Military Planners In Iraq May Soon Be Seeing 'Red'

Team Infidel

Forum Spin Doctor
Los Angeles Times
January 19, 2007
A team of skeptics has joined fellow officers to ask tough questions in a war that has seen its share of missteps.
By Julian E. Barnes, Times Staff Writer
FT. LEAVENWORTH, KAN. — While the Bush administration is reworking its overall strategy in Iraq, military leaders in Baghdad are searching for new ways to improve the decisions and choices they make closer to the ground.
The U.S. military has sent to Iraq a five-person team of dedicated skeptics, known in military jargon as a "red team." In a war known for its missteps and unanticipated results, the team will be assigned to review, and question, military operations. It will attempt to predict how enemies will react to various missions and what the unintended consequences might be.
Such teams have been used on an ad-hoc basis to critique specific battle plans. But this team is the first to work full time as devil's advocates, and is the first headed by officers trained as designated skeptics by Ft. Leavenworth's University of Foreign Military and Cultural Studies.
Red teams try to predict how the enemy, known as "red" in military-speak, will react to an American operation.
"A red team is trying to get into the enemy's head," said Gregory Fontenot, director of the Ft. Leavenworth program. "What is the other side liable to do and how are they thinking about the problem?"
In Senate testimony last week, Marine Gen. Peter Pace, chairman of the Joint Chiefs of Staff, said a red team had been assigned to examine President Bush's new Iraq security plan "from the enemy's viewpoint." Bush plans to send 21,500 additional troops to Iraq, although the increase and new strategy are not expected to be fully in place for several months as the Pentagon routes units into battle.
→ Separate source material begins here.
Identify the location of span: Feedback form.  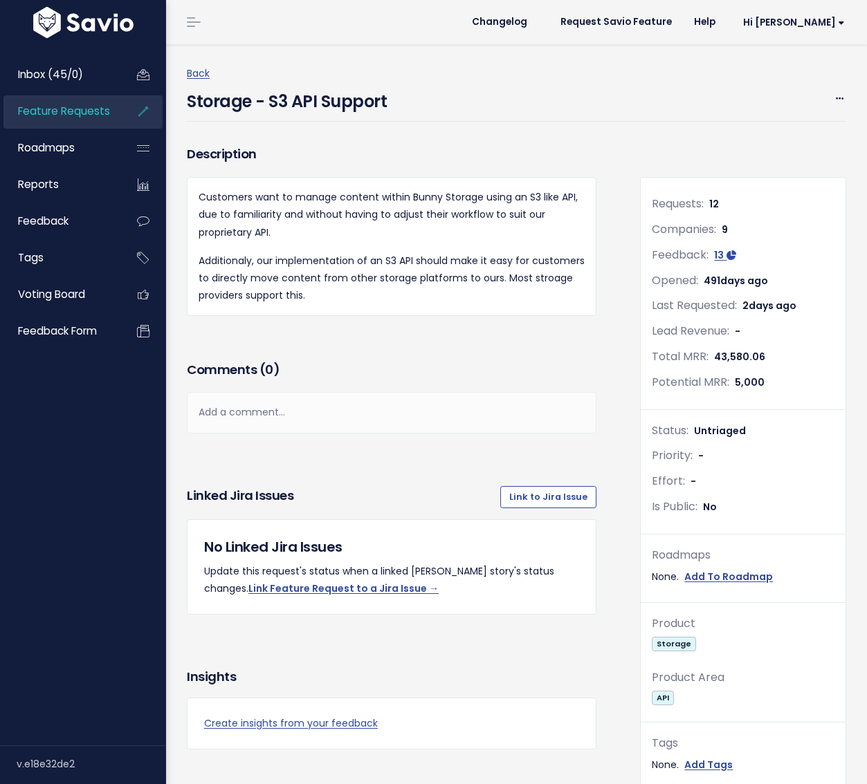
(57, 331).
But red teams go beyond predicting how the insurgency might react.
Team members are trained to think differently from other officers in military planning sessions, said Steven Rotkoff, one of the instructors at Ft. Leavenworth who helped create the course curriculum. Since red team officers are outside the normal staff planning process, they theoretically can look more objectively at it.
"It is very hard to tell someone your baby is ugly and they don't dress them properly," Rotkoff said. "The red team members are valued by their commanders because they do not participate in group-think."
The military's strict hierarchy allows for quick decision making. But it also can prevent insights farther down the pecking order from receiving a fair hearing. With a red team in place, someone is always taking a skeptical look at the commander's ideas, Rotkoff said.
"We struggle with getting out of the comfort zone. To do what we are asking people to do is an unnatural act for the American military," Rotkoff said.
In Iraq, the new red team has begun working for Lt. Gen. Raymond T. Odierno, who recently became commander of day-to-day military operations there. The team may also get a higher profile with the arrival of Lt. Gen. David H. Petraeus, named the top U.S. commander in Iraq.
Petraeus, a supporter of such devil's-advocate approaches, pushed for more creative thinking while heading up key Army training programs at Ft. Leavenworth. Lt. Col. Jeff Ragland, Odierno's red team leader, said that although top officers and junior staff members are intrigued by the new group's mission, some mid-level colonels in Baghdad "seem to be less excited about our existence."
If a team's job is to argue against a particular plan, it becomes easy for other officers to dismiss its suggestions.
As a result, the red team course at Ft. Leavenworth includes instruction on how to criticize without being ignored. And in the field, Ragland's team is trying to figure out how to sugarcoat skepticism.
"At virtually every instance, we have had to present our ideas in an acceptable way, not with the 'sharp stick in the eye' approach," Ragland said.
The course examines conflicts such as the Philippine insurrection in 1899 and the post-World War II occupation of Japan.
The course covers Western and non-Western military theory and teaches anthropology so future red team members can better study other cultures.
In Iraq, for instance, it is the red team's job to think like Iraqis and figure out what might offend them.
"We are not going to make [red team members] anthropologists; we are going to make them understand how ethnocentric they are," Fontenot said. "As soon as you assume the other guy thinks like we do, you are making a mistake."
Military organizations, Fontenot said, are not always good at predicting the after-effects of an operation. Traditionally, no staff officers are specifically assigned to think about long-term consequences.
Among military staffers, there is a tendency to become wedded to a plan and reflexively defend it, rather than critique it from a distance, said Lt. Col. Mark B. Elfendahl, a student in the red team course.
Though the focus of many red teams is to predict an enemy force's reactions, in Iraq it will be just as important to predict how allies might react to a given operation.
Ragland, the red team leader in Iraq, said other staff officers have the ability to critically assess a plan, but they often do not have the time to do so.
"Red teams are a direct, and necessary, response to the current operations tempo," Ragland said, adding that because team members are not invested in military plans, "we have the latitude regarding time and the charter to take this critical look."
At Ft. Leavenworth, Fontenot wants to spread critical thinking throughout the Army.
In the long term, the University of Foreign Military and Cultural Studies aims to influence how all officers think and plan.
For now, Fontenot says he is watching how the red team works in Iraq, and is adjusting the course based on feedback from the field.
"We will have to see how it goes in Iraq," he said. "I know we are doing the right thing. I don't know if we are doing it the right way."